Winner of the Pulitzer Prize and a documentary from Ken Burns on PBS, this New York Times bestseller is “an extraordinary achievement” (The New Yorker)—a magnificent, profoundly humane “biography” of cancer—from its first documented appearances thousands of years ago through the epic battles in the twentieth century to cure, control, and conquer it to a radical new understanding of its essence. Physician, researcher, and award-winning science writer, Siddhartha Mukherjee examines cancer with a cellular biologist’s precision, a historian’s perspective, and a biographer’s passion. The result is an astonishingly lucid and eloquent chronicle of a disease humans have lived with—and perished from—for more than five thousand years. The story of cancer is a story of human ingenuity, resilience, and perseverance, but also of hubris, paternalism, and misperception. Mukherjee recounts centuries of discoveries, setbacks, victories, and deaths, told through the eyes of his predecessors and peers, training their wits against an infinitely resourceful adversary that, just three decades ago, was thought to be easily vanquished in an all-out “war against cancer.” The book reads like a literary thriller with cancer as the protagonist. Riveting, urgent, and surprising, The Emperor of All Maladies provides a fascinating glimpse into the future of cancer treatments. It is an illuminating book that provides hope and clarity to those seeking to demystify cancer.
Bridging the fields of conservation, art history, and museum curating, this volume contains the principal papers from an international symposium titled "Historical Painting Techniques, Materials, and Studio Practice" at the University of Leiden in Amsterdam, Netherlands, from June 26 to 29, 1995. The symposium—designed for art historians, conservators, conservation scientists, and museum curators worldwide—was organized by the Department of Art History at the University of Leiden and the Art History Department of the Central Research Laboratory for Objects of Art and Science in Amsterdam.
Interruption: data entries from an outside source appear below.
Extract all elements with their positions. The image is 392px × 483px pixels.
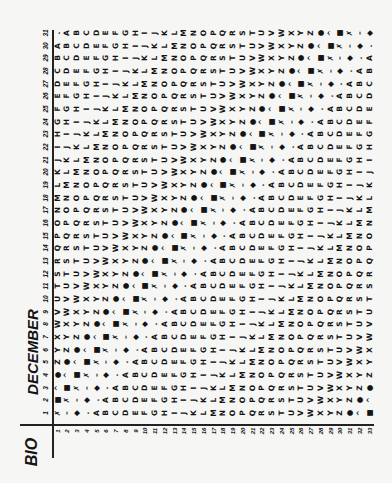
cipher-cell: P xyxy=(142,119,150,125)
cipher-cell: Z xyxy=(171,208,179,213)
cipher-cell: ◆ xyxy=(317,93,325,99)
cipher-cell: ◆ xyxy=(356,43,364,49)
cipher-cell: ■ xyxy=(327,42,335,49)
cipher-cell: D xyxy=(259,232,267,238)
cipher-cell: J xyxy=(122,70,130,73)
cipher-cell: E xyxy=(142,398,150,403)
cipher-cell: B xyxy=(259,207,267,213)
cipher-cell: ✗ xyxy=(171,258,179,264)
cipher-cell: Y xyxy=(239,106,247,111)
cipher-cell: I xyxy=(356,171,364,174)
cipher-cell: E xyxy=(356,119,364,124)
cipher-cell: P xyxy=(83,195,91,201)
cipher-cell: S xyxy=(327,334,335,339)
cipher-cell: Z xyxy=(239,119,247,124)
cipher-cell: ■ xyxy=(278,105,286,112)
cipher-cell: D xyxy=(239,258,247,264)
cipher-cell: X xyxy=(171,182,179,188)
cipher-cell: V xyxy=(259,43,267,49)
cipher-cell: ^ xyxy=(220,169,228,175)
cipher-cell: ◆ xyxy=(83,397,91,403)
cipher-cell: W xyxy=(249,67,257,75)
cipher-cell: S xyxy=(346,309,354,314)
cipher-cell: ● xyxy=(142,258,150,265)
cipher-cell: I xyxy=(288,260,296,263)
cipher-cell: – xyxy=(356,31,364,35)
cipher-cell: E xyxy=(366,106,374,111)
cipher-cell: A xyxy=(239,220,247,226)
cipher-cell: Q xyxy=(259,397,267,403)
cipher-cell: H xyxy=(210,347,218,353)
cipher-cell: J xyxy=(229,348,237,351)
cipher-cell: – xyxy=(73,398,81,402)
cipher-cell: Y xyxy=(337,398,345,403)
cipher-cell: A xyxy=(259,195,267,201)
cipher-cell: . xyxy=(210,247,218,250)
cipher-cell: L xyxy=(54,183,62,188)
cipher-cell: U xyxy=(171,144,179,150)
cipher-cell: C xyxy=(298,170,306,176)
cipher-cell: E xyxy=(278,220,286,225)
cipher-cell: ■ xyxy=(83,359,91,366)
cipher-cell: – xyxy=(103,360,111,364)
cipher-cell: C xyxy=(112,410,120,416)
cipher-cell: D xyxy=(93,30,101,36)
cipher-cell: ● xyxy=(288,68,296,75)
cipher-cell: G xyxy=(112,42,120,48)
row-number: 27 xyxy=(308,428,314,435)
cipher-cell: F xyxy=(151,398,159,403)
cipher-cell: ■ xyxy=(181,232,189,239)
cipher-cell: A xyxy=(356,68,364,74)
cipher-cell: W xyxy=(220,105,228,113)
cipher-cell: V xyxy=(171,157,179,163)
cipher-cell: V xyxy=(181,144,189,150)
cipher-cell: Y xyxy=(181,182,189,187)
cipher-cell: Q xyxy=(249,410,257,416)
cipher-cell: S xyxy=(220,56,228,61)
cipher-cell: H xyxy=(103,68,111,74)
cipher-cell: D xyxy=(171,347,179,353)
cipher-cell: ■ xyxy=(249,143,257,150)
cipher-cell: O xyxy=(239,397,247,403)
cipher-cell: B xyxy=(220,258,228,264)
cipher-cell: S xyxy=(190,94,198,99)
cipher-cell: F xyxy=(278,233,286,238)
cipher-cell: . xyxy=(327,95,335,98)
cipher-cell: O xyxy=(327,283,335,289)
cipher-cell: M xyxy=(161,55,169,62)
cipher-cell: W xyxy=(132,219,140,227)
cipher-cell: P xyxy=(307,322,315,328)
cipher-cell: L xyxy=(268,322,276,327)
cipher-cell: Q xyxy=(181,80,189,86)
cipher-cell: T xyxy=(298,385,306,390)
cipher-cell: Q xyxy=(366,258,374,264)
cipher-cell: O xyxy=(298,321,306,327)
cipher-cell: ● xyxy=(103,308,111,315)
cipher-cell: M xyxy=(132,93,140,100)
cipher-cell: I xyxy=(142,31,150,34)
cipher-cell: Y xyxy=(288,43,296,48)
cipher-cell: ✗ xyxy=(317,68,325,74)
row-number: 21 xyxy=(250,428,256,435)
cipher-cell: D xyxy=(161,359,169,365)
cipher-cell: ✗ xyxy=(142,296,150,302)
cipher-cell: D xyxy=(298,182,306,188)
cipher-cell: K xyxy=(239,347,247,353)
cipher-cell: ■ xyxy=(337,29,345,36)
cipher-cell: . xyxy=(356,57,364,60)
cipher-cell: T xyxy=(278,410,286,415)
cipher-cell: Q xyxy=(268,384,276,390)
row-number: 30 xyxy=(337,428,343,435)
cipher-cell: I xyxy=(54,146,62,149)
cipher-cell: X xyxy=(103,271,111,277)
cipher-cell: K xyxy=(337,220,345,226)
cipher-cell: V xyxy=(132,207,140,213)
cipher-cell: V xyxy=(200,119,208,125)
cipher-cell: B xyxy=(171,321,179,327)
cipher-cell: T xyxy=(307,372,315,377)
cipher-cell: . xyxy=(249,196,257,199)
cipher-cell: . xyxy=(346,69,354,72)
cipher-cell: ■ xyxy=(112,321,120,328)
cipher-cell: Q xyxy=(288,359,296,365)
cipher-cell: – xyxy=(259,158,267,162)
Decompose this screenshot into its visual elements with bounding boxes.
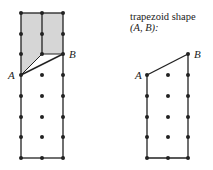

Twenty-five contributors representing museums and conservation institutions throughout the world provide recent research on historical painting techniques, including wall painting and polychrome sculpture. Topics cover the latest art historical research and scientific analyses of original techniques and materials, as well as historical sources, such as medieval treatises and descriptions of painting techniques in historical literature. Chapters include the painting methods of Rembrandt and Vermeer, Dutch 17th-century landscape painting, wall paintings in English churches, Chinese paintings on paper and canvas, and Tibetan thangkas. Color plates and black-and-white photographs illustrate works from the Middle Ages to the 20th century.